Chancellor Rishi Sunak is, apparently, the ‘nicest guy’ and has no problem with stooping to such selfless acts of charity as saying hello to his staff when he passes by
Tunnel vision
Talks between the construction products sector and housing secretary Michael Gove over funding contributions for cladding remediation costs went somewhat awry last month. No deal was done, leaving Gove to mutter darkly about “reputational consequences”. My hack hears that one meeting – held virtually – saw Gove sat at the end of a very long Putin-style table with the camera at the other end. “It was like staring down a tunnel,” one attendee observed. Or the barrel of a gun, perhaps.
Whisper it …
My hack flew out to Germany recently for a visit to the new Stuttgart HQ of consultant Drees & Sommer, which snapped up UK rival AA Projects earlier this year.

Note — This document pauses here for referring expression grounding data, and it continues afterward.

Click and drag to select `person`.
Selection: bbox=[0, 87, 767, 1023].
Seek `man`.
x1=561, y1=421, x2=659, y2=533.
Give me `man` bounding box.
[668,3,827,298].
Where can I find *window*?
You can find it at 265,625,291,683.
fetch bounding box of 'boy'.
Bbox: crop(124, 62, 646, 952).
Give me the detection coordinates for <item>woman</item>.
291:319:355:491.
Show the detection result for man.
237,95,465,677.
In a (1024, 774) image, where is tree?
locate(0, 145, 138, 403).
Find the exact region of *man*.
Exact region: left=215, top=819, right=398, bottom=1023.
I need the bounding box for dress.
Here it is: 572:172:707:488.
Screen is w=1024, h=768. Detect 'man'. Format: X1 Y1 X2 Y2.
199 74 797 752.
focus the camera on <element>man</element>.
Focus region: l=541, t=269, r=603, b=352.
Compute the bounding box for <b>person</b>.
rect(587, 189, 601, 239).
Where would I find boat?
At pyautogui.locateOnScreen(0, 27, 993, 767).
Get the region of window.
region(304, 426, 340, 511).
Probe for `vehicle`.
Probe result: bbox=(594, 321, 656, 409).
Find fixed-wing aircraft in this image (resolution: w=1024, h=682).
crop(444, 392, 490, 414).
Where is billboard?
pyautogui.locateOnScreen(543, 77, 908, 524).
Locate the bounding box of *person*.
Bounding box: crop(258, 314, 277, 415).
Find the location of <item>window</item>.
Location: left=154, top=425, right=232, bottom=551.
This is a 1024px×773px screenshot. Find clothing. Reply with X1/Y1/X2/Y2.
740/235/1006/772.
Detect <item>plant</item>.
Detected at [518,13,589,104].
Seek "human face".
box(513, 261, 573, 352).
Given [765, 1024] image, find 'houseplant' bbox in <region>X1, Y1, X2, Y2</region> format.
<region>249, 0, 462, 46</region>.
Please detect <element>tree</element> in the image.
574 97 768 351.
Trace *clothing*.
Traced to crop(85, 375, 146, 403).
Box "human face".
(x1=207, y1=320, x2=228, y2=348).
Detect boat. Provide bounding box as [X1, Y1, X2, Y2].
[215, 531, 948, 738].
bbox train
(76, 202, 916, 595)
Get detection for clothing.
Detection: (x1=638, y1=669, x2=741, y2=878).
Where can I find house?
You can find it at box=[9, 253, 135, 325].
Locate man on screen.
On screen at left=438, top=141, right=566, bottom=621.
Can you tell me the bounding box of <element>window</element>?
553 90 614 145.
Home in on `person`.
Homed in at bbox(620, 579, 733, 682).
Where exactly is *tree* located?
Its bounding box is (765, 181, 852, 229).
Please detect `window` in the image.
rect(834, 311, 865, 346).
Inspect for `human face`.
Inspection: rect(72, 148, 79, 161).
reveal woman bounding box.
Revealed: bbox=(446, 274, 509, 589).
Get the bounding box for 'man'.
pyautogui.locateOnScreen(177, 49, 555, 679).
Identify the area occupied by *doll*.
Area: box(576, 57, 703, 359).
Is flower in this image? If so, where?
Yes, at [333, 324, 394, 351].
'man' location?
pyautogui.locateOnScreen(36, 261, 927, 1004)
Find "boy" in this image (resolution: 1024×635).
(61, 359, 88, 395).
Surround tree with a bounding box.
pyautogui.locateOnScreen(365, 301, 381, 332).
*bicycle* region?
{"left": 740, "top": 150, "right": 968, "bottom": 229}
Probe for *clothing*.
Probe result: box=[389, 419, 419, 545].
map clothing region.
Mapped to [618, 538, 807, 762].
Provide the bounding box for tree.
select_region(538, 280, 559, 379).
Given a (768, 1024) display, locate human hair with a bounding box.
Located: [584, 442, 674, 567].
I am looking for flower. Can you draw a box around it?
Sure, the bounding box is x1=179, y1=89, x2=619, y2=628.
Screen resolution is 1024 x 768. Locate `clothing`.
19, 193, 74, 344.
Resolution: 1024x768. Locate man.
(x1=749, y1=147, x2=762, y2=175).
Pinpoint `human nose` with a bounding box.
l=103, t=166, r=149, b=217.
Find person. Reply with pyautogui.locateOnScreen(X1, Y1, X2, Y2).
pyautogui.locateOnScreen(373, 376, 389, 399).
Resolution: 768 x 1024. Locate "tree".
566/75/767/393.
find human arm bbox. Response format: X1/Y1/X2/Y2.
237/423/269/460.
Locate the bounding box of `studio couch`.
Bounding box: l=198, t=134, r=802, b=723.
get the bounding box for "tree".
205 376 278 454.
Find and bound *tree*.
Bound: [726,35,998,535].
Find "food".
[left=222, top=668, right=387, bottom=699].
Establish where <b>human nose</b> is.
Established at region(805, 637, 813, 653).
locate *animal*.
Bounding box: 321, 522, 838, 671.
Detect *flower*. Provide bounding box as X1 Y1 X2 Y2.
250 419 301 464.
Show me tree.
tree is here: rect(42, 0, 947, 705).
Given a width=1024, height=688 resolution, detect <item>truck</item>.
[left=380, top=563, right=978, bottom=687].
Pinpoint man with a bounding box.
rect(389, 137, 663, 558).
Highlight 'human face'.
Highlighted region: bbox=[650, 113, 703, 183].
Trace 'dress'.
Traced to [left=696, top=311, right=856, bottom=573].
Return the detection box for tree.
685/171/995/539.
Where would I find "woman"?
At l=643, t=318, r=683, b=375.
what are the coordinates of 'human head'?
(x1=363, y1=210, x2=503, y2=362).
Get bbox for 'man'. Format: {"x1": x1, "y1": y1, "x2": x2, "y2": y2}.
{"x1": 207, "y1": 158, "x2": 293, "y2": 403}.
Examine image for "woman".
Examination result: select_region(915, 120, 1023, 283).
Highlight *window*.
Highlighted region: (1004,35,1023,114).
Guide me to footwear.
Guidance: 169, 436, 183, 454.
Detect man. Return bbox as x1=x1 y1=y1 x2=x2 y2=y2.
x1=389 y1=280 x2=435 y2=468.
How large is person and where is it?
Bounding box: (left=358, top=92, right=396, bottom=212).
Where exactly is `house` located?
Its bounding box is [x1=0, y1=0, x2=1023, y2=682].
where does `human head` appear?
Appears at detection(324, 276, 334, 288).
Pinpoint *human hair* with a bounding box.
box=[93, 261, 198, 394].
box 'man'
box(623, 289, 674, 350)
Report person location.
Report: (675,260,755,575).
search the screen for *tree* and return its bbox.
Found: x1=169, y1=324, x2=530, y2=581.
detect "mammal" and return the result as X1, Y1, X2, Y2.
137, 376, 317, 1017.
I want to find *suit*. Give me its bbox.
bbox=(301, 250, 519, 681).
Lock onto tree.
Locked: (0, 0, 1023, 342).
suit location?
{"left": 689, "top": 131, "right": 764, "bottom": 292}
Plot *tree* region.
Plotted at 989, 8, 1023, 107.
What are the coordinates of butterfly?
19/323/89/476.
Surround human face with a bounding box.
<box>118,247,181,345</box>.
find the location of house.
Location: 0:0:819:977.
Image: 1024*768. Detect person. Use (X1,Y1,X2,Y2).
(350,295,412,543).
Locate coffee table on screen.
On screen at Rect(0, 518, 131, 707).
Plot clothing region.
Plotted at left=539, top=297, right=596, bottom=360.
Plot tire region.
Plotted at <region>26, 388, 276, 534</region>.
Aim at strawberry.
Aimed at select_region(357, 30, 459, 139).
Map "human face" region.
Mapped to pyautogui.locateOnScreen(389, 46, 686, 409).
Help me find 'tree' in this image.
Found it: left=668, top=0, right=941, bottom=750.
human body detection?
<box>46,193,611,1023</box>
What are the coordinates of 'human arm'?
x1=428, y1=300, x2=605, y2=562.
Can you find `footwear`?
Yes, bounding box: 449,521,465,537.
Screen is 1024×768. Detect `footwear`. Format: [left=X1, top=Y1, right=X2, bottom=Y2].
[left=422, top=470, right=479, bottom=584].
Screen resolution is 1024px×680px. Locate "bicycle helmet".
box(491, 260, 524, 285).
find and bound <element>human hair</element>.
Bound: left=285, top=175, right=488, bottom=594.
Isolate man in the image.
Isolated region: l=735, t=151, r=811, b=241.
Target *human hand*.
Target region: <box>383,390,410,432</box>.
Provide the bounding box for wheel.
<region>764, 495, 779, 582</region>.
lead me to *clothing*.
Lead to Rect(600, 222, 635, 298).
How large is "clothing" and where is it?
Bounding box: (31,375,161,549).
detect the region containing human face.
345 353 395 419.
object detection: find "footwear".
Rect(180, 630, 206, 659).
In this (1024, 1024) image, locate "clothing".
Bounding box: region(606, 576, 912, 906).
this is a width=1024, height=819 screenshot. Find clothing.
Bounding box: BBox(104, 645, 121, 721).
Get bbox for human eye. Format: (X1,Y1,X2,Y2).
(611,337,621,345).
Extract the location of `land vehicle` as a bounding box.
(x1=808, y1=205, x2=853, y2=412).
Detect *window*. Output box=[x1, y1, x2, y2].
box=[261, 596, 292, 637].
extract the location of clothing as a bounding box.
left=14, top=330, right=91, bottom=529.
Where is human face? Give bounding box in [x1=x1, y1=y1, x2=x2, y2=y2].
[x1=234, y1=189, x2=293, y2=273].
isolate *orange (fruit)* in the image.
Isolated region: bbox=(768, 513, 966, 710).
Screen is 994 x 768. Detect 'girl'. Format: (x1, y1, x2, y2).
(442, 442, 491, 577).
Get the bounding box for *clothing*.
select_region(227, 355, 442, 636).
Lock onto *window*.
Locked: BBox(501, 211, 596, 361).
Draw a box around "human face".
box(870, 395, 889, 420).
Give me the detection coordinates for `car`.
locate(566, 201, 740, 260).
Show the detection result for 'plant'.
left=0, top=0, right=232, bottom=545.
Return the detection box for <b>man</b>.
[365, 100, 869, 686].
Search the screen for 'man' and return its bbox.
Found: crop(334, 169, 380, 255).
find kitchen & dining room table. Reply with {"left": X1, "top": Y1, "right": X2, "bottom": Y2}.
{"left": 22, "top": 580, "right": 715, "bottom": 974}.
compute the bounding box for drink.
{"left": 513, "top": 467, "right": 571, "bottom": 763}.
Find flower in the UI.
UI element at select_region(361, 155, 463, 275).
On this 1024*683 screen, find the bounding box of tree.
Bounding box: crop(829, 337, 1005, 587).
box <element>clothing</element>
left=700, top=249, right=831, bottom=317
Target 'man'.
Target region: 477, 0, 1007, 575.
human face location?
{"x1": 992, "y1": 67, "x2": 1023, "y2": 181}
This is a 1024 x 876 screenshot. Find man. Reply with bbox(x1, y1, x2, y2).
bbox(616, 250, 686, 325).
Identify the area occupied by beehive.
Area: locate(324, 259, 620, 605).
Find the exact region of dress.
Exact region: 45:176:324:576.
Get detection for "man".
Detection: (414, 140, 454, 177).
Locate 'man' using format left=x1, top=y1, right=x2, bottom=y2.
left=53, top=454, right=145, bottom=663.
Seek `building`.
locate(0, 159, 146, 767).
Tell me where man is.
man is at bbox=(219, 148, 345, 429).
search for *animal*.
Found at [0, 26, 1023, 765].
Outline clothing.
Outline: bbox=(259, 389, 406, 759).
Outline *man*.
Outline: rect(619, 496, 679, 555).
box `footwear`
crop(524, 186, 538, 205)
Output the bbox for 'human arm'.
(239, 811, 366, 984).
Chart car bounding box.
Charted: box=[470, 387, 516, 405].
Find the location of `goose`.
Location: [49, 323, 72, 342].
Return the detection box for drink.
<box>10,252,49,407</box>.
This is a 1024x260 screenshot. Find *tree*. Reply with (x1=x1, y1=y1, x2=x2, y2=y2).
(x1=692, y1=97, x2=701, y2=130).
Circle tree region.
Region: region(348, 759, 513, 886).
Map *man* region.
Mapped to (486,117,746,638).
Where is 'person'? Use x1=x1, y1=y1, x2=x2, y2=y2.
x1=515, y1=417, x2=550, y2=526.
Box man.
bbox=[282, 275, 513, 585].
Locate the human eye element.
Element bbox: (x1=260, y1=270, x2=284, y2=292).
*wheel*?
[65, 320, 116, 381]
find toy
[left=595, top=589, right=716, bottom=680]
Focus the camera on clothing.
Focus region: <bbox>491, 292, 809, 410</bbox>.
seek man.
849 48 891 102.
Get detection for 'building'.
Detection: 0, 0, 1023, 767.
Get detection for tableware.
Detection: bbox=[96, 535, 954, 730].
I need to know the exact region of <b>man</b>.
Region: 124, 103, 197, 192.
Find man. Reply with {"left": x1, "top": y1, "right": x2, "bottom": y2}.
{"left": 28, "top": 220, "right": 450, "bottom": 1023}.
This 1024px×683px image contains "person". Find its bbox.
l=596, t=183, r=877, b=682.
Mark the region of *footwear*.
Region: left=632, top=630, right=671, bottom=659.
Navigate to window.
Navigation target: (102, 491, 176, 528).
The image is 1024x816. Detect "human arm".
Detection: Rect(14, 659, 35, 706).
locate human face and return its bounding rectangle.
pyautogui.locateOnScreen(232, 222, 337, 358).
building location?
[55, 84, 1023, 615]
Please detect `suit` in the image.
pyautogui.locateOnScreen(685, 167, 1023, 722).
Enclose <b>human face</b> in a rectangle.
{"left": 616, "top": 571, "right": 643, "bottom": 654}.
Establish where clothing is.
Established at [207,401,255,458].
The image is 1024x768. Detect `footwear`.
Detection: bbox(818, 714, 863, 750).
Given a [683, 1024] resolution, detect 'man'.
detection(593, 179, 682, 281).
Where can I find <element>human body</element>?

Showing the group around the firm’s new home, the project’s interior designer was at pains to emphasise the building’s peace and quiet, telling the tour party that “Germans are very sensitive to noise”. This claim elicited some surprise among the bleary-eyed hacks, who had been kept up most of the night by a noisy party of revellers returning from a local beer festival.
Tell it like it is
Another one of my scribes was in Vienna last week for a conference on green construction. He says pedestrians there take road crossings extremely seriously, waiting patiently next to an empty road for the light to turn green. The trade body that organised the trip also took architects from AHMM around the city a few years back. Their guide did have to question their taste in architecture, though, when they stopped to marvel at a David Chipperfield department store in the city. “It just looked like a shop,” the nonplussed guide said. Sign him up for a critic’s gig.
On the move
Word reaches me that Lendlease is swapping its Regent’s Place home for new premises at Paddington. I understand it’s moving to a WeWork space over the summer, which some might find surprising given it helped build the IQL business space project at Stratford. Perhaps Paddington is considered better connected, as next week it will be one of the newly opened stations on the Elizabeth line.
Cool it
My Australian colleague has been rolling her eyes more than usual recently. The weather is warming up – it is May, after all – and enthusiastic PRs, keen to spot a hook, have been bombarding her with tips for construction workers on how to cope. She says she is somewhat surprised that temperatures of 24ºC are being described as a “heatwave”. As am I.
Friends of Maggie’s
Staff at Sir Robert McAlpine have completed raising £1m for cancer care charity Maggie’s in a little over six years. In March, 180 staff ran, walked, swam and cycled nearly 15,000 miles to raise the final £12,600. Covering 2,000 of those miles were Team Sheriff from McAlpine’s Battersea Power Station project who raised £7,800 in memory of colleague Sheriff Abu, a section engineer who died from cancer earlier this year. From left to right: Jo-Anna Robinson, Julie Burton, Paul Jeffrey, Julia Glover, Carly Moore, Richard Lambert, Amarjit Singh and Jonathan O’Gara.